England's Feyi-Waboso out of South Africa match
England wing Immanuel Feyi-Waboso has been ruled out of facing world champions South Africa after suffering a head injury during Saturday's loss at home to Australia.
Feyi-Waboso was hurt trying to prevent the Wallabies from scoring a try in the 50th minute of the dramatic 42-37 defeat, with team management announcing Sunday he had been withdrawn from a 36-man squad assembled ahead of the November 16 clash with the Springboks at Twickenham.
England already knew they would be missing Tom Curry for the centrepiece of their November campaign after the flanker was knocked out making a tackle against Australia.
Bath's Ted Hill has been called up as back row cover, with Tom Roebuck of Sale added to the squad in Feyi-Waboso's absence.
A repeat of last year's World Cup semi-final, which South Africa edged 16-15, comes with England on a run of four successive defeats after losses to both New Zealand and Australia in their opening two November fixtures.
Feyi-Waboso only made his Test debut in the Six Nations but has forged a place in the starting side with five tries in eight appearances.
England led Australia 15-3 when Curry went off after being struck by Rob Valentini's knee and they promptly lost control of the breakdown without the loose forward.
Ben Curry, Tom's twin brother, and Sam Underhill will now compete for the openside flanker berth, with Ollie Sleightholme, who scored two tries off the bench against the Wallabies, in line to replace Feyi-Waboso.
England need to beat the Springboks to revive their end-of-year campaign, with Steve Borthwick's men rounding off 2024 against Japan a week later.

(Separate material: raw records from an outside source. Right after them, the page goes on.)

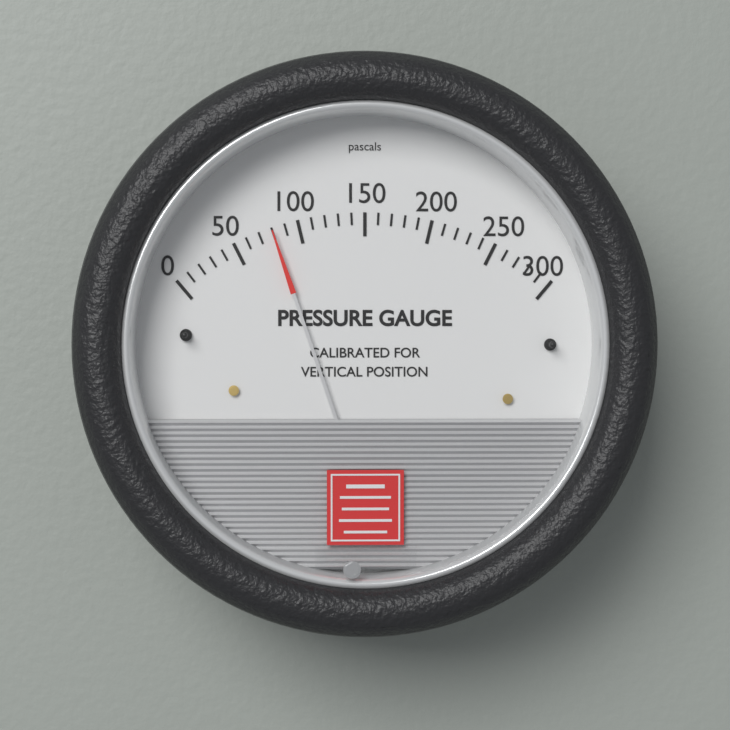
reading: 80 Pa
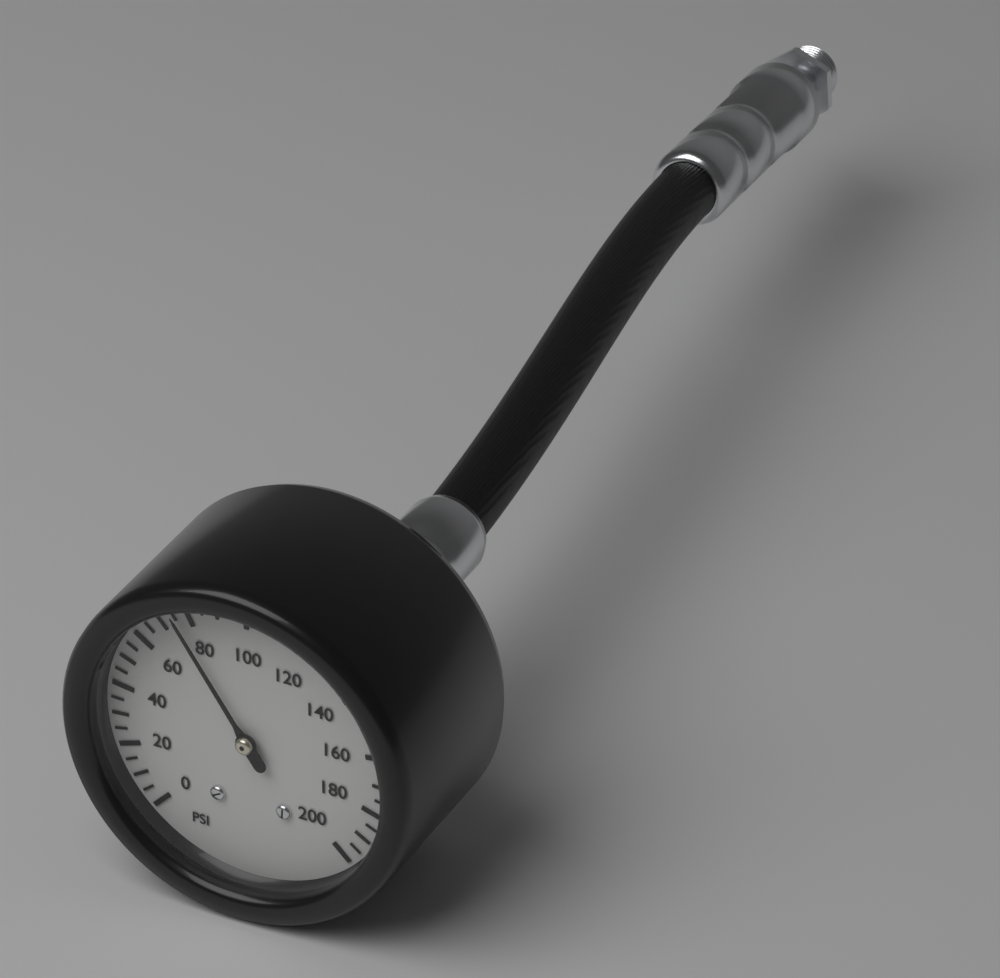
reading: 75 psi
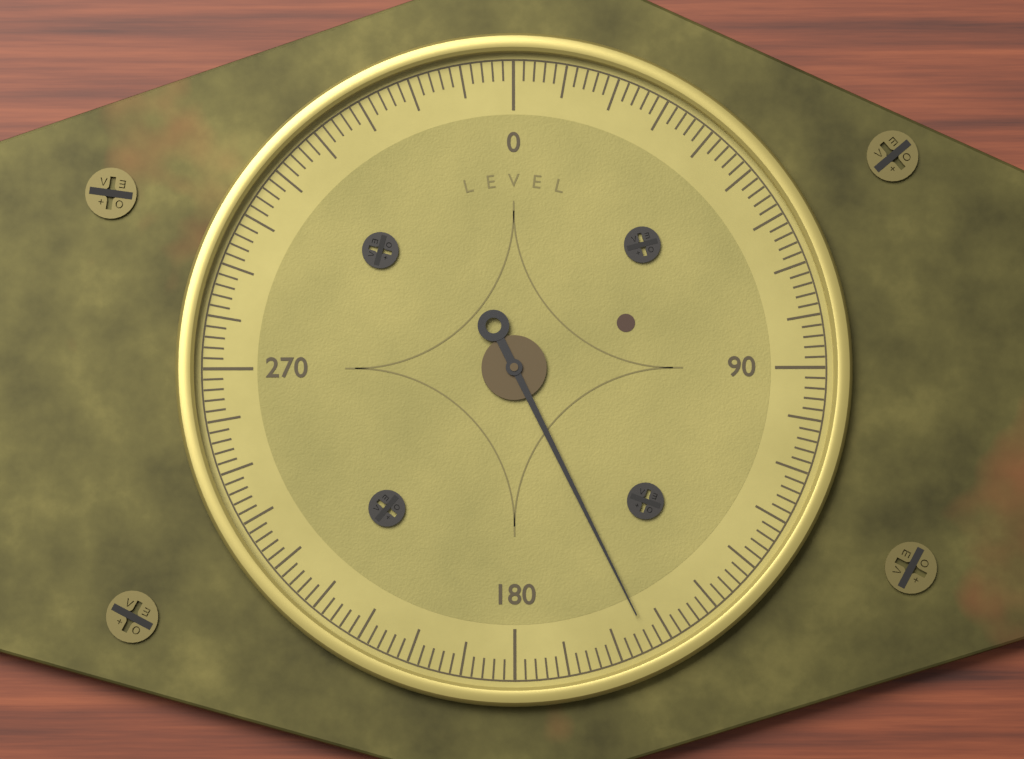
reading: 154 (no unit)
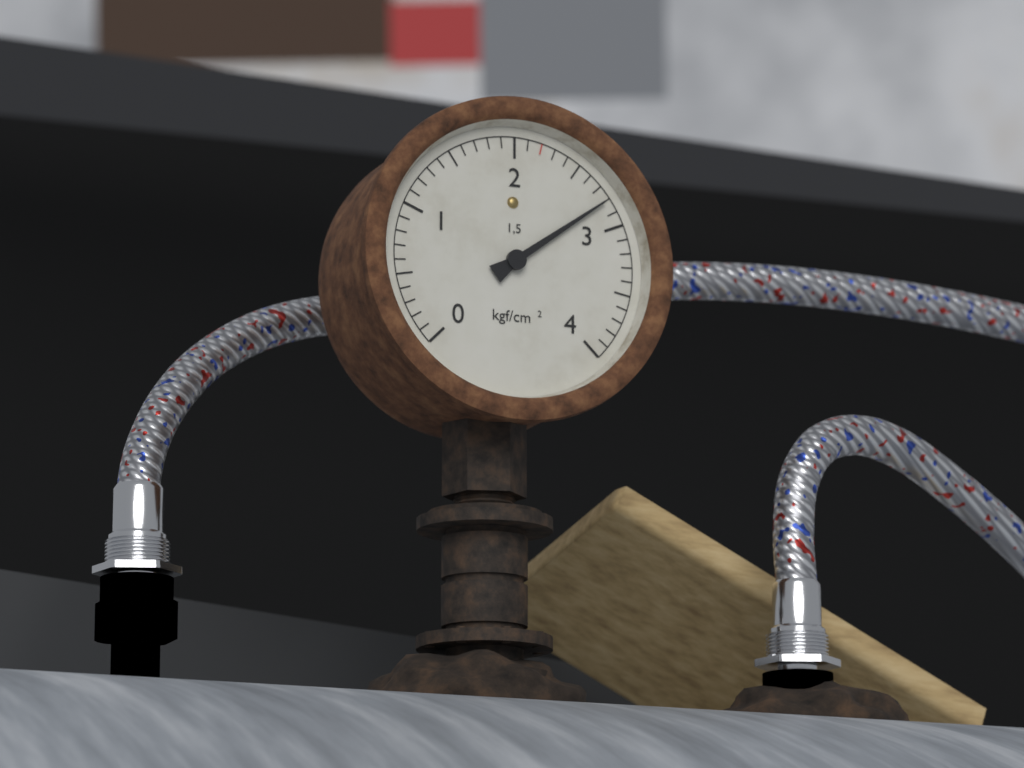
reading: 2.8 kgf/cm²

The Red Rose brigade's run of five defeats in six games has seen England repeatedly squander winning positions, with Saturday's stoppage-time loss to Australia the most blatant example yet.
"We're testing fans' patience, testing our patience," admitted England No 8 Ben Earl. "It feels like we won the game twice against Australia and then managed to lose it. Frustrating.
"Not the same old problems, different problems, but the same overwhelming feeling of another game that we've let slip. So food for thought."